In their review of follow-up chest computed tomography (CT) scans, researchers from Wuhan, China found that nearly 40 percent of patients had interstitial lung abnormalities two years after having COVID-19.
In a new study looking at serial follow-up computed tomography (CT) imaging in patients who had COVID-19, researchers noted gradual decreases in the incidence of interstitial lung abnormalities (ILAs) and found the majority of patients had complete radiological resolution at two years. However, the study findings also revealed that 39 percent of patients had ILAs linked to a greater than twofold higher incidence of respiratory symptoms and abnormal diffusing capacity of the lung for carbon monoxide (DLco).
For the prospective study, recently published in Radiology, researchers evaluated 144 patients (median age of 60) during a two-year period after they had recovered from COVID-19. The study authors reviewed results from pulmonary function tests as well as high-resolution chest CT scans obtained at six months, one year and two years after the onset of symptoms for COVID-19. According to the study, 78 percent of the cohort had suffered severe COVID-19 and six patients (4.2 percent) were in critical condition.
Researchers found that 61 percent of the study participants (88/144) had complete radiological resolution at two years and 39 percent of the cohort (56/144) had ILAs. Study participants with ILAs had a 19 percent higher frequency of respiratory symptoms (including exertional dyspnea and cough) and a 23 percent higher frequency of lung diffusion abnormalities (DLco < 75 percent of the predicted value) on pulmonary function testing in comparison to those who had radiological resolution, according to the study findings.
The study authors also found that study participants with fibrotic ILAs had a 28 percent higher incidence of residual symptoms (45 percent) and a 38 percent lower DLco (60 percent) in comparison to those with non-fibrotic ILAs (17 percent and 22 percent, respectively).
“It may be possible that persisting residual symptoms and abnormal lung function, or further deterioration, is related to the patient’s ongoing parenchymal lung damage. Participants with ILAs had symptoms or dysfunction that might represent mild interstitial lung disease,” wrote study co-author Heshui Shi, M.D., Ph.D., who is affiliated with the Department of Radiology at Union Hospital and Tongji Medical College at the Huazhong University of Science and Technology in Wuhan, China.
While the researchers did see a gradual reduction in ILA incidence (decreasing from 54 percent at six months to 39 percent at two years), they noted that the proportion of fibrotic ILAs remained consistent at 23 percent throughout the two-year follow-up period.
“ … The fibrotic ILAs observed in our study might represent a stable, irreversible pulmonary sequelae, such as lung fibrosis, after COVID-19,” suggested Shi and colleagues.
(Editor’s note: For related content, see “COVID-19 and Cancer: What a New Chest CT Study Reveals” and “Study Shows Merits of Photon-Counting CT in Detecting Subtle Post-COVID Lung Abnormalities.”)
The study authors noted that ground-glass opacities (GGOs) and reticular abnormalities were among the CT findings for non-fibrotic ILAs. However, Shi and colleagues also maintained that post-COVID 19 CT findings of subpleural GGOs and reticular abnormalities could reflect fine interstitial fibrosis.
In an accompanying editorial, Edwin J.R. van Beek, M.D., Ph.D., FRCR, emphasized the importance of distinguishing between fibrotic and non-fibrotic ILA on CT.
“Once distortion and traction bronchiectasis and bronchiolectasis are present, the findings will likely become irreversible, as noted by (the study authors). It is therefore important during follow-up examinations in clinical practice to recognize this difference, as patients with non-fibrotic ILA findings are more likely to still recover, even as late as 2 years after the initial infection episode,” noted Dr. van Beek, the Scottish Imaging Network (SINAPSE) chair of clinical radiology at the University of Edinburgh in Scotland.
In addition to the limitations of a single-center study, the researchers noted the study cohort was only infected with the alpha strain of COVID-19, which may limit extrapolation of the study findings to patients with other COVID-19 variants. The study authors also suggested the prevalence of long COVID-19 may have been overestimated due to the study’s exclusion of patients with preexisting lung disease and those who had a normal CT upon hospital discharge.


* Problem statement: Write out, with no changes, every line starting at the one that contains "Identify the location" and ending at the last line of the data below. Leave pictures out.

* Data provided:
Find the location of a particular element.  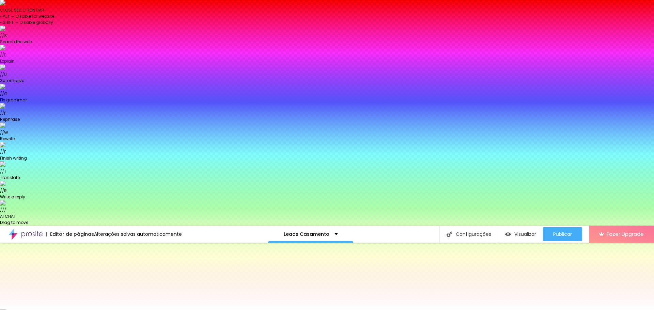

span: Fazer Upgrade is located at coordinates (625, 234).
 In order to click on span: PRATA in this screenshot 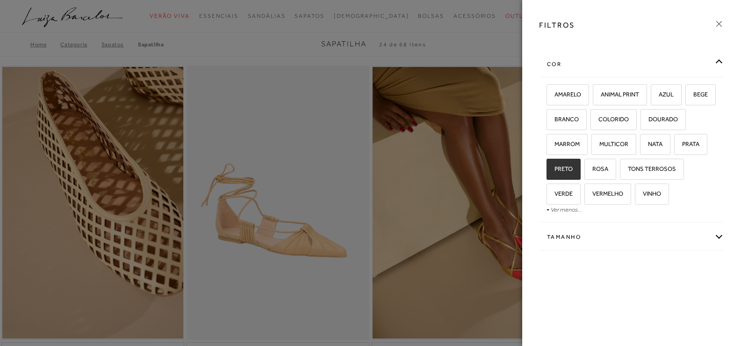, I will do `click(688, 144)`.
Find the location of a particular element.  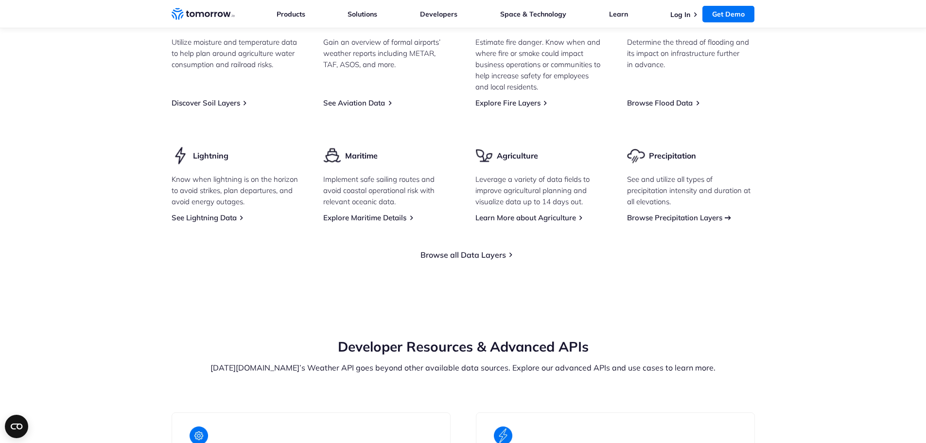

a: Browse Precipitation Layers is located at coordinates (674, 217).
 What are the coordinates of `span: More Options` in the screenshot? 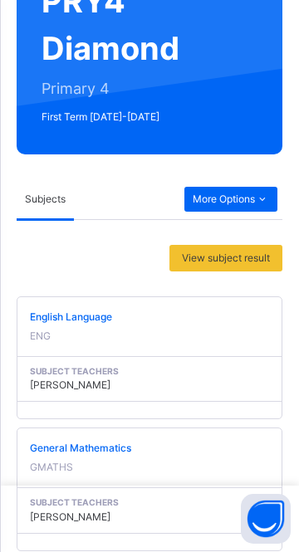 It's located at (231, 199).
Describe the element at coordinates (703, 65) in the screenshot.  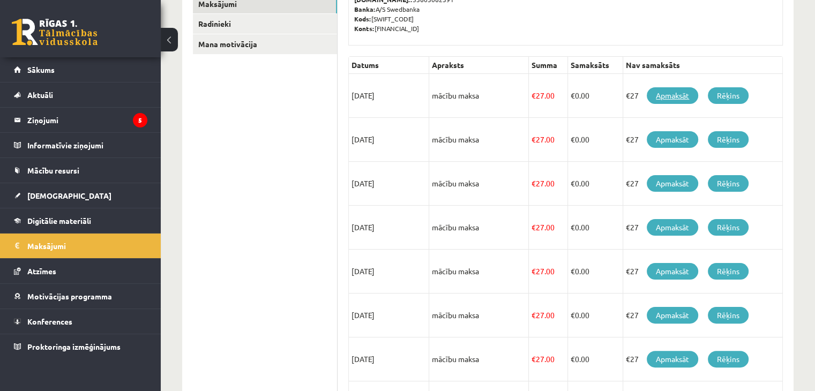
I see `th: Nav samaksāts` at that location.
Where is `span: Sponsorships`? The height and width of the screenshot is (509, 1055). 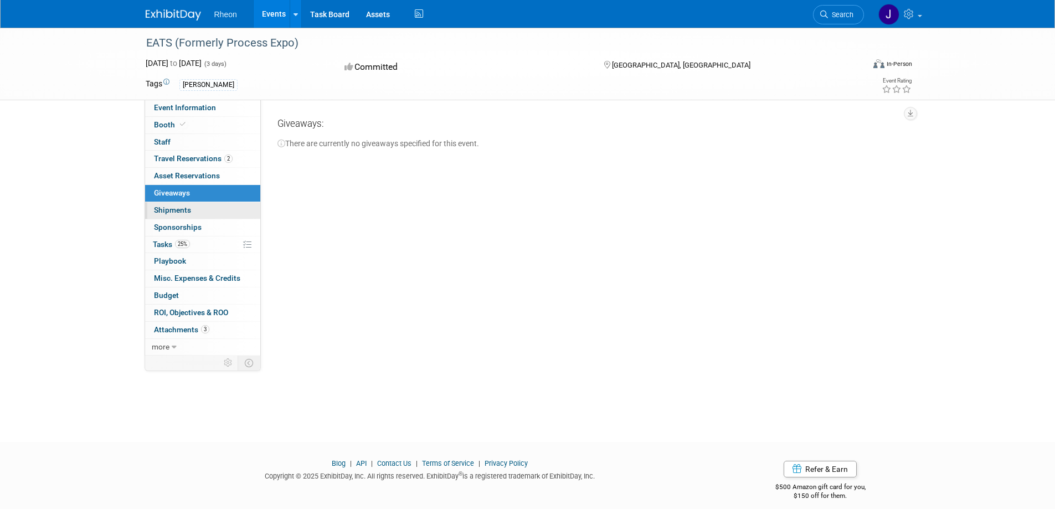
span: Sponsorships is located at coordinates (178, 227).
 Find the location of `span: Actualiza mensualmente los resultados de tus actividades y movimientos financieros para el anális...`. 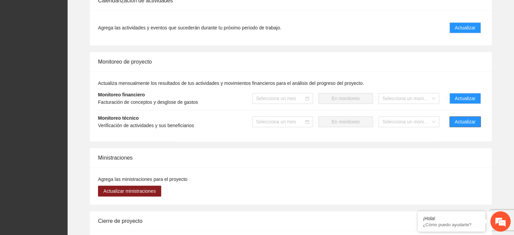

span: Actualiza mensualmente los resultados de tus actividades y movimientos financieros para el anális... is located at coordinates (231, 83).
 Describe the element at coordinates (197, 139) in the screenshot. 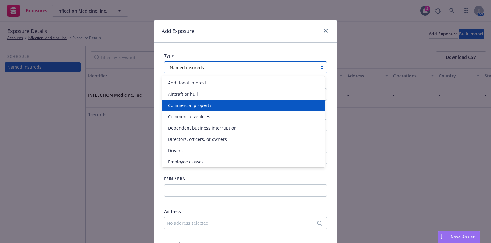

I see `span: Directors, officers, or owners` at that location.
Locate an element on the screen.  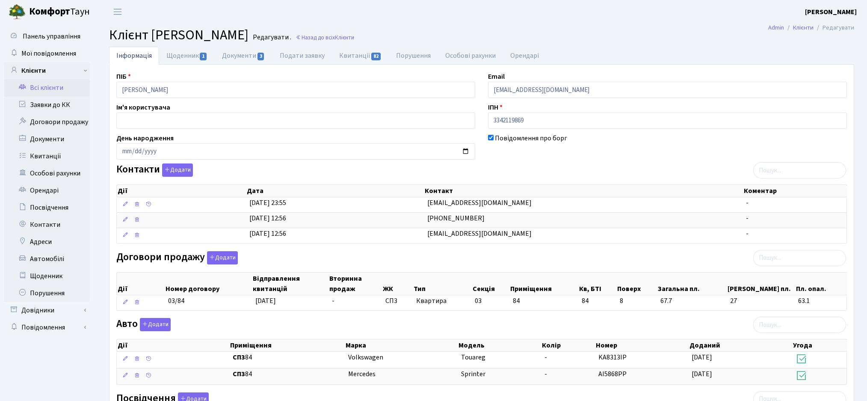
img: logo.png is located at coordinates (17, 12).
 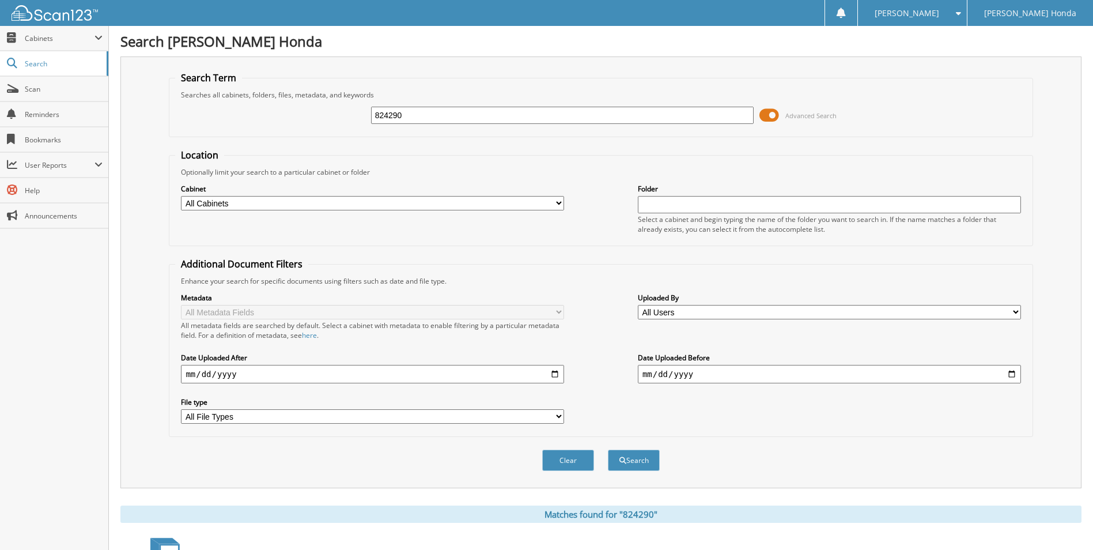 What do you see at coordinates (829, 357) in the screenshot?
I see `label: Date Uploaded Before` at bounding box center [829, 357].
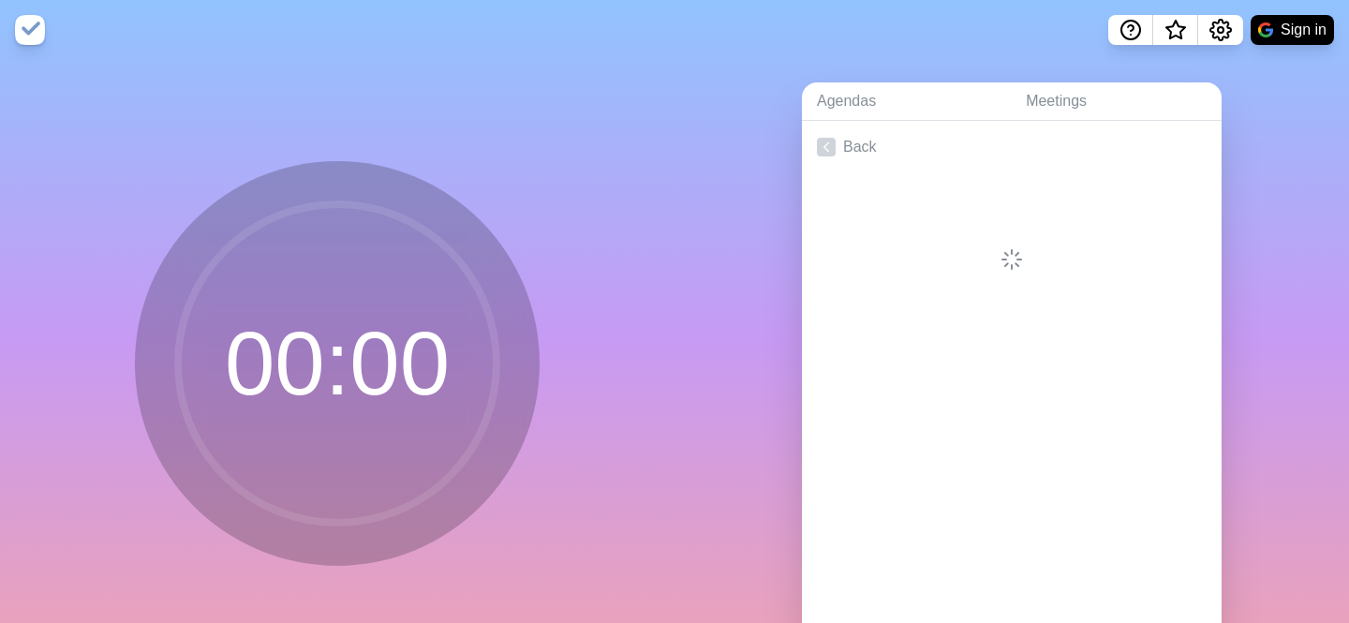 The height and width of the screenshot is (623, 1349). What do you see at coordinates (1012, 147) in the screenshot?
I see `a: Back` at bounding box center [1012, 147].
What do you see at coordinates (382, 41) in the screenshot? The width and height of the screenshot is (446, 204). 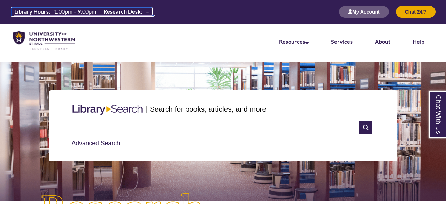 I see `a: About` at bounding box center [382, 41].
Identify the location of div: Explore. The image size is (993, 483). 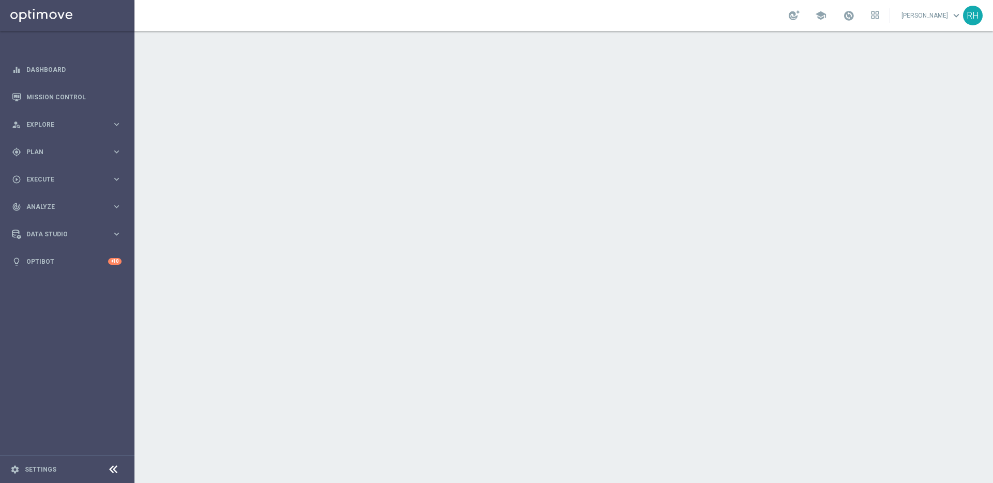
(62, 125).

* Completed task:
Identify the location of div: Explore. The image size is (993, 483). 
(62, 125).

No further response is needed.